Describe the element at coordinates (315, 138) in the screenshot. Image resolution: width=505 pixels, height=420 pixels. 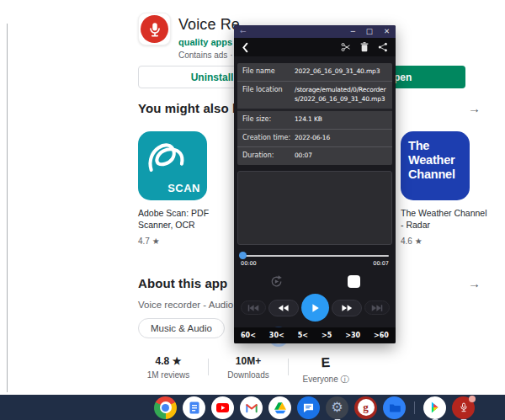
I see `table-row: Creation time: 2022-06-16` at that location.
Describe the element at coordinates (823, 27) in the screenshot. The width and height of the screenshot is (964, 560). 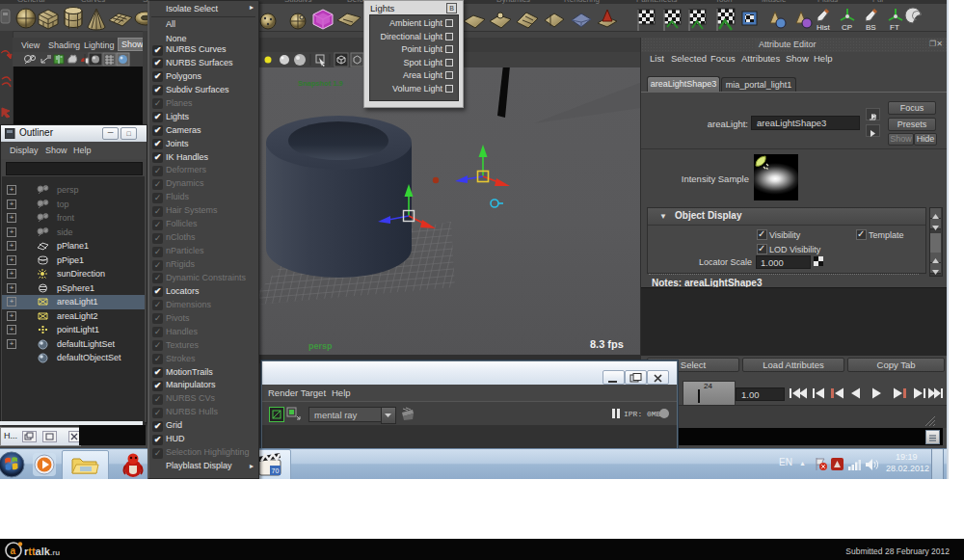
I see `svg-text: Hist` at that location.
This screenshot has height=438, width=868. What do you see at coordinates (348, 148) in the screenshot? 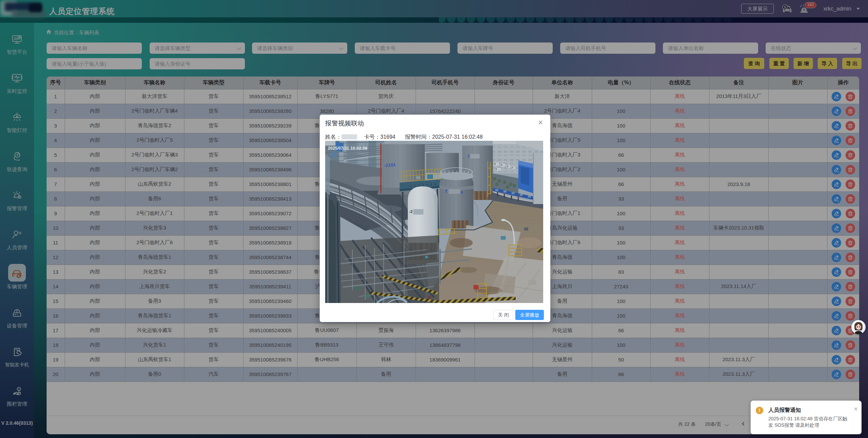
I see `svg-text: 2025/07/31 16:02:58` at bounding box center [348, 148].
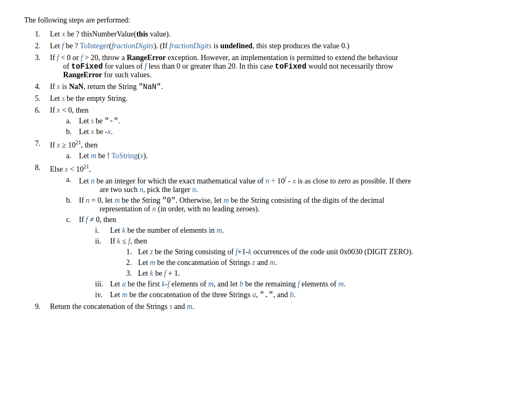 The height and width of the screenshot is (420, 530). I want to click on step-7a: Let m be ! ToString(x)., so click(286, 156).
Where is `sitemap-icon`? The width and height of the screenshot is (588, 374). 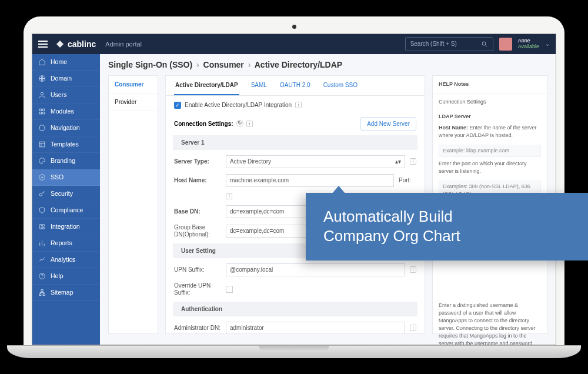 sitemap-icon is located at coordinates (42, 293).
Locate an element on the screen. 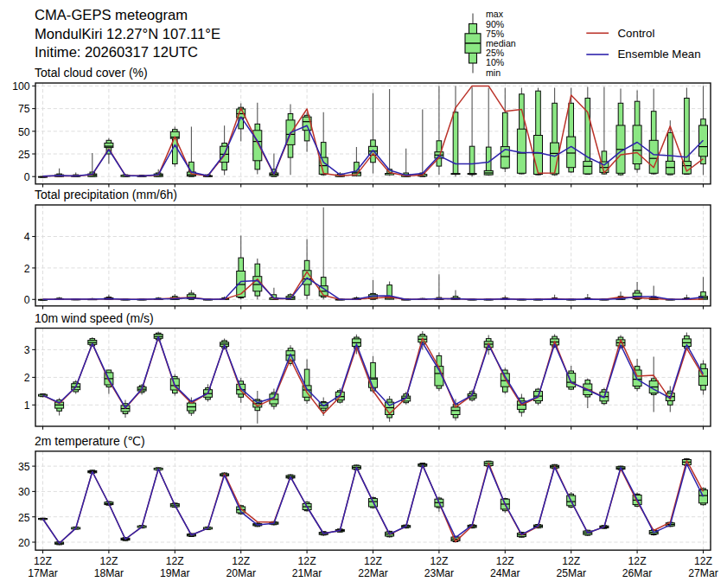  svg-text: 18Mar is located at coordinates (109, 573).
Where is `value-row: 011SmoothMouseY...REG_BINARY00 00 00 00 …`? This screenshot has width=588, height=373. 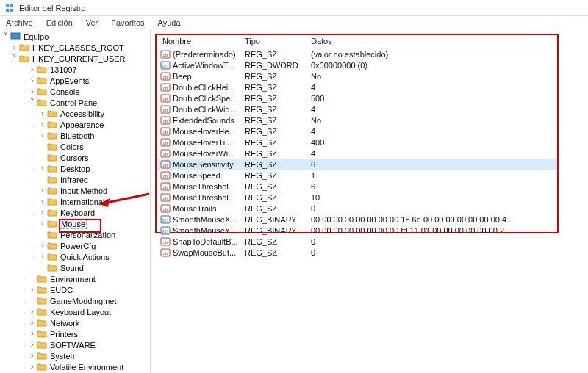
value-row: 011SmoothMouseY...REG_BINARY00 00 00 00 … is located at coordinates (357, 231).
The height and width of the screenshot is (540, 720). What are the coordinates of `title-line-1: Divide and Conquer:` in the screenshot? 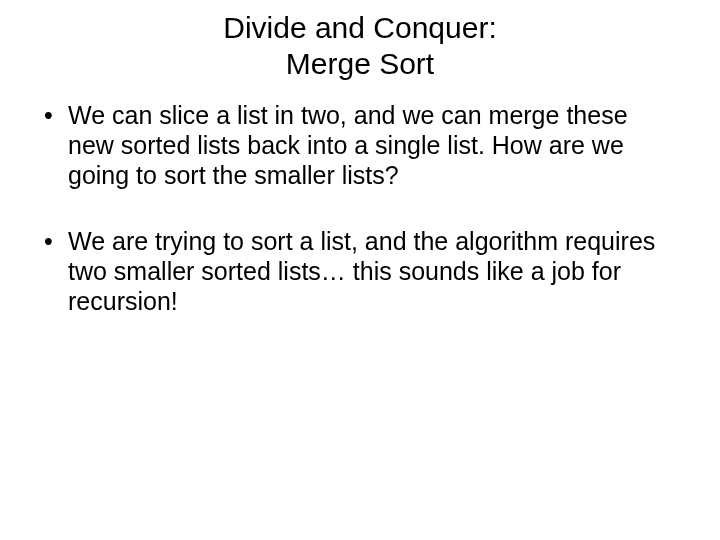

#### Exercise aim:
Nothing but the lines from the one containing "has width=588, height=373." through the end of the listing should be written out, each exactly, and pictures must be left out.

#### Response to this task:
Where is `value-row: 011SmoothMouseY...REG_BINARY00 00 00 00 …`? This screenshot has width=588, height=373. 
value-row: 011SmoothMouseY...REG_BINARY00 00 00 00 … is located at coordinates (357, 231).
The height and width of the screenshot is (540, 720). What are the coordinates of `title-line-1: Divide and Conquer:` in the screenshot? 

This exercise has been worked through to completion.